Lockdown was a choice
Agree with the policy if you like, but you can’t argue Lockdown harms were caused by Covid
Chemotherapy is not always the most appropriate course of action for cancer patients. Put simply, the side effects of chemotherapy, which can have an extremely detrimental effect on the patient’s quality of life, must be taken into account in the context of the Hippocratic oath (first do no harm) before any treatments are prescribed. Where a good chance of recovery is not present, subjecting the patient to possible months of nausea, loss-of-appetite, fatigue, insomnia, hair loss, compromised immunity, anaemia or other debilitating conditions, may not be proportional to the benefit. This is why, in every individual case, decisions are made by clinicians in consultation with the patient and their family to decide whether chemotherapy is the best course of action.
Sensible decisions can only be made when the harms caused by cancer and the negative side-effects of chemotherapy are seen as mutually exclusive. Were doctors to conflate the two, a cost-benefit analysis would be rendered impossible. No oncologist would ever tell their patient that the hair loss they were experiencing was “because of the cancer”, knowing full well that it was a side-effect of the treatment. Chemotherapy is undoubtedly a highly-effective and life-saving treatment with years of efficacy data to support its implementation — but even in cases where the benefits clearly outweigh the harms, the treatment is always regarded as a choice with repercussions.
Imagine if, from its inception, chemotherapy had become an ideology. Imagine that respect for this miracle of science had transcended into zealotry, whereby no side-effects were ever considered and all debilitating symptoms were ascribed to the cancer itself. Many patients would have undergone this treatment unnecessarily, suffering a huge blow to the quality of their remaining life without any real benefit. The ability to weigh up risk and reward is a prerequisite for any healthcare practitioner or policymaker.
There is a very deliberate line of rhetoric designed to shut down any retrospective analysis of lockdown
Consider society as a patient. The novel coronavirus is the cancer. The government’s scientific advisors are the oncologists and the measures they “prescribe” are the treatment. No one can deny that the response to the threat of SARS-CoV-2 has been extreme. Unlike chemotherapy, the treatments advocated by public health advisors are novel and experimental. Thus far, the side effects have included, but are not limited to, the largest drop in GDP in over 300 years, at least 70,000 families facing homelessness, alcohol deaths rising to a 20 year high, a doubling of suicide-related calls to the London Ambulance Service, increased eating disorders in children and young people, a 60% increase in domestic abuse, 350,000 missed cancer referrals, 50,000 delayed child surgeries, and 2.9 billion cut from the foreign aid budget. On a global scale, Unicef has forecasted 1.2 million child deaths as a result of lockdowns, not the virus itself.
Articles about collateral damage widely use phrases such as “due to the pandemic” or “because the government was forced to lockdown”. This is a very deliberate line of rhetoric designed to shut down any retrospective analysis of this course of action by conflating the fallout from government policy with the effects of the pandemic itself. Before 2020, “social distancing” was an alien concept. “Lockdown” was not a word in our vocabulary. Face coverings in the community were widely seen as an ineffective and possibly counter-intuitive response to an epidemic. One year on, we are prohibited from questioning the efficacy of any of these new and extreme ideas, and are largely tricked into believing that these measures were the only possible course of action.
But there was a choice. The government made that choice. Whether you feel that this choice was appropriate or proportional to the risk is not the issue here. At the very least, one has to understand the importance of separating collateral damage caused by our measures from the effects of the virus itself. Following an initial cost-benefit analysis predicting 200,000 deaths as a result of the first lockdown, the government seemingly lost all interest in forecasting the collateral damage of their pandemic response, presenting their measures as the only viable option.
Cancer does not cause hair loss. Viruses do not make people homeless
Even when an independent study predicted the equivalent of 500,000 lives lost to ongoing coronavirus policies, the majority of politicians showed little to no interest. Now that the damage has been done, we have an obligation to evaluate the side-effects of the treatment and decide whether those effects were proportional to the benefit, not least so that we may improve decision-making as and when new viral threats emerge. This will not be possible until journalists and MPs abandon the transparently manipulative strategy of conflating the cure with the disease.
Cancer does not cause hair loss. Viruses do not make people homeless. We have just participated, without consent, in the largest medical experiment in human history. Are we not entitled, at the very least, to a fair and logical evaluation of the outcomes?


Assignment —
Lines in which "this" appears should be pulled from the data below.

Information supplied —

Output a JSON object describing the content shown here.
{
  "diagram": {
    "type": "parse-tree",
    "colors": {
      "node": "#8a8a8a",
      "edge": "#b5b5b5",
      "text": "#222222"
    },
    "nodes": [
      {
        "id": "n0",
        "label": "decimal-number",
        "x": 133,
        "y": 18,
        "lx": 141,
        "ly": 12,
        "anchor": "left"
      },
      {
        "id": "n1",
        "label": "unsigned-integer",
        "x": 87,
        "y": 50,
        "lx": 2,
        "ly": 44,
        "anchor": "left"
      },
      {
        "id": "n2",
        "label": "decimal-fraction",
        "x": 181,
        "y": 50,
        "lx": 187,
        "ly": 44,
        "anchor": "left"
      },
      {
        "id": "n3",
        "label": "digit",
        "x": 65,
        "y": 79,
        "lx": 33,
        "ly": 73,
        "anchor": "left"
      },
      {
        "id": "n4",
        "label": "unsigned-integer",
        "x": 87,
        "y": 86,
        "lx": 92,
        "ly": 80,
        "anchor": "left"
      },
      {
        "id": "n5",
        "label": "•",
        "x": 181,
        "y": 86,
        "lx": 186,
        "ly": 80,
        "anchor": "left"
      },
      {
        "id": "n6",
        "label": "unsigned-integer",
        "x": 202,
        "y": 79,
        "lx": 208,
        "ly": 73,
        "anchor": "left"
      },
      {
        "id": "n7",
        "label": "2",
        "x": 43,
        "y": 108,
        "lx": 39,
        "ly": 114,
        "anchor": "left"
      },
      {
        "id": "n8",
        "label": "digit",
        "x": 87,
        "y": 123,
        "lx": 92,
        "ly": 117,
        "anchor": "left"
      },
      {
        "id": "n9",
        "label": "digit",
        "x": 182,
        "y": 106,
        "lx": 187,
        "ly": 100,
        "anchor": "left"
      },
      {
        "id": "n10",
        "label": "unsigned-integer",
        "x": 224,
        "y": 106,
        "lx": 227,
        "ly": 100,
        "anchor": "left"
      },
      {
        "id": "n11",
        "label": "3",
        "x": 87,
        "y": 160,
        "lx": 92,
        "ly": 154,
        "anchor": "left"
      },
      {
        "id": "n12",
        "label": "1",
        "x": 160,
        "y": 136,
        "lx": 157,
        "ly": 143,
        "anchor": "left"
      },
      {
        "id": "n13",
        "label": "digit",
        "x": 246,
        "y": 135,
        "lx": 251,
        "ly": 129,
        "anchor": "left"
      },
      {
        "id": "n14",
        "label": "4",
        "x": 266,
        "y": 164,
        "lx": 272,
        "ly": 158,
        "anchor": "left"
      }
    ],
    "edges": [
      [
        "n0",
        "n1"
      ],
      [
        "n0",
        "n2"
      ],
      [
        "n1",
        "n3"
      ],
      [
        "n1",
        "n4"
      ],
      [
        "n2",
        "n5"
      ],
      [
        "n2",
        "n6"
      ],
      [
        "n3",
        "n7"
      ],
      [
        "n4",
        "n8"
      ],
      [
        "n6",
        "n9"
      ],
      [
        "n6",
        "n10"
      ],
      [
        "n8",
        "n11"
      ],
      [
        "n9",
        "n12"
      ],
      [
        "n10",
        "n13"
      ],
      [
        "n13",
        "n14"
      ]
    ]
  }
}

...

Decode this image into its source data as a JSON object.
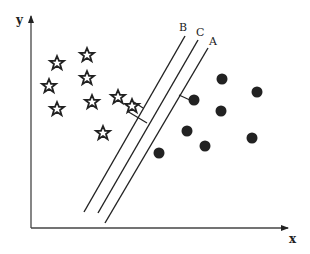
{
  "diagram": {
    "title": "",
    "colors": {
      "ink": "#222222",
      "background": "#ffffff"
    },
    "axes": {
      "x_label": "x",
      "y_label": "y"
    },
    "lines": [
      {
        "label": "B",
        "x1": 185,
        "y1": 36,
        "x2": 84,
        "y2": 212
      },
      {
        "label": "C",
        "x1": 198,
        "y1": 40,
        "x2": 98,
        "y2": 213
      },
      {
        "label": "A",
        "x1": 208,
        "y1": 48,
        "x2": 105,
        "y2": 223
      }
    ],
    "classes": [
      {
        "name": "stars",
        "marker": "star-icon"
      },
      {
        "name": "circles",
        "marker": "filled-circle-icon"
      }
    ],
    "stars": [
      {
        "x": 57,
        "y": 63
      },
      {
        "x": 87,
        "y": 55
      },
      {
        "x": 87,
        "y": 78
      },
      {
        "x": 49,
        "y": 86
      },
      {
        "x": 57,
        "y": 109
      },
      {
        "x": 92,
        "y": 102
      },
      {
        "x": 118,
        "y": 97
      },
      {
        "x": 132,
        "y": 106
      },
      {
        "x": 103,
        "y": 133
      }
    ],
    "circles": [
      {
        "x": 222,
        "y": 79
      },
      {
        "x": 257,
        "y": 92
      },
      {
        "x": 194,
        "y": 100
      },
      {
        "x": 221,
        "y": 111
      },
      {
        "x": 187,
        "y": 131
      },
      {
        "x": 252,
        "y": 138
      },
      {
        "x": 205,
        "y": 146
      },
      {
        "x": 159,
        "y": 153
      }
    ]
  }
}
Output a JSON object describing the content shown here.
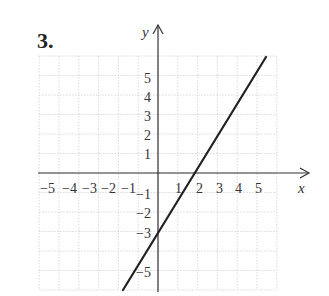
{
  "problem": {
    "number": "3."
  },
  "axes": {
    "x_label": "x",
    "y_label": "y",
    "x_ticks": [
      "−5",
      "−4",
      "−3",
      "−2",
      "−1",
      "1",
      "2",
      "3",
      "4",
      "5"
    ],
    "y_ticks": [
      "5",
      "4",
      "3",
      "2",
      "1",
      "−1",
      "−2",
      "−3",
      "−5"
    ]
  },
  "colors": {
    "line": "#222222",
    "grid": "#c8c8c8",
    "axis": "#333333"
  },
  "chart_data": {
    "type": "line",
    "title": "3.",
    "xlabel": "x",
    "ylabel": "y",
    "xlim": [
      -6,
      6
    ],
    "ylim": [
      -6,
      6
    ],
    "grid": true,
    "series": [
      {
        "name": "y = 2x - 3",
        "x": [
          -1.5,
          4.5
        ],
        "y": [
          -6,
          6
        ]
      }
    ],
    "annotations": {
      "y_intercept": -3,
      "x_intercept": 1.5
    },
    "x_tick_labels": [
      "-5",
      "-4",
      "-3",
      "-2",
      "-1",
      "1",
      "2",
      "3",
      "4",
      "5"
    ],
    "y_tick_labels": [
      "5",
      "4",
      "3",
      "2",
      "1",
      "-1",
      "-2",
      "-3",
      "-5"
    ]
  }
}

---

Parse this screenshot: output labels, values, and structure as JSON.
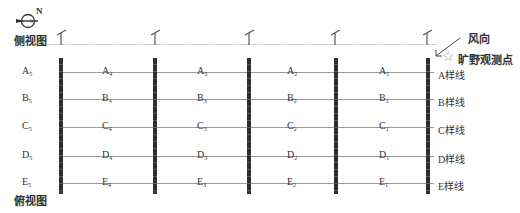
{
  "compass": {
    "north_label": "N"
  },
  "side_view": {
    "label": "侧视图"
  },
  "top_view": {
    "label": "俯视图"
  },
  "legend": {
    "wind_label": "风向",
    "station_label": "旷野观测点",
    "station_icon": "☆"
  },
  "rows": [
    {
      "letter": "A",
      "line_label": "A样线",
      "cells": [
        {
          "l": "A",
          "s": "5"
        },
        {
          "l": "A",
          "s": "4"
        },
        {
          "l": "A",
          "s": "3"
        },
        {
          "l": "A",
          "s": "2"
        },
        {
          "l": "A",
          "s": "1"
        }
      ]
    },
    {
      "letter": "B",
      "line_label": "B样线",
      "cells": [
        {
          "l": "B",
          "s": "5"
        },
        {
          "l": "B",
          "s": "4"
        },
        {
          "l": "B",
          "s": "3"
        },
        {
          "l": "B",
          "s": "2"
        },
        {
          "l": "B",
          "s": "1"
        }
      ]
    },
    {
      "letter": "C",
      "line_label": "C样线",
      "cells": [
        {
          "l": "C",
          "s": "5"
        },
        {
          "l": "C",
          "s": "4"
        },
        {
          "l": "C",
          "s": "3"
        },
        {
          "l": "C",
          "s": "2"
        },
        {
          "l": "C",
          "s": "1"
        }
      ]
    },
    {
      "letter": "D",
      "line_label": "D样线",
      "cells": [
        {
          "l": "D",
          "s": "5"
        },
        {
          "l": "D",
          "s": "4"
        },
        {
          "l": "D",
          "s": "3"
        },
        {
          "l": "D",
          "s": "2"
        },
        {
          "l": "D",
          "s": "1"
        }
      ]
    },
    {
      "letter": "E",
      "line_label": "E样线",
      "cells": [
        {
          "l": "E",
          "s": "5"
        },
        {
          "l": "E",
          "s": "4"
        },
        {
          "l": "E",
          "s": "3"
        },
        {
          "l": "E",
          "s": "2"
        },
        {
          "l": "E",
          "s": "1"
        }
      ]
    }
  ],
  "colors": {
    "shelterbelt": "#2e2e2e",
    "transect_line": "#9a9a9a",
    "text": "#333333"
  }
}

Exercise output —
Decode this image into its source data as a JSON object.
Parse this screenshot: output labels, values, and structure as JSON.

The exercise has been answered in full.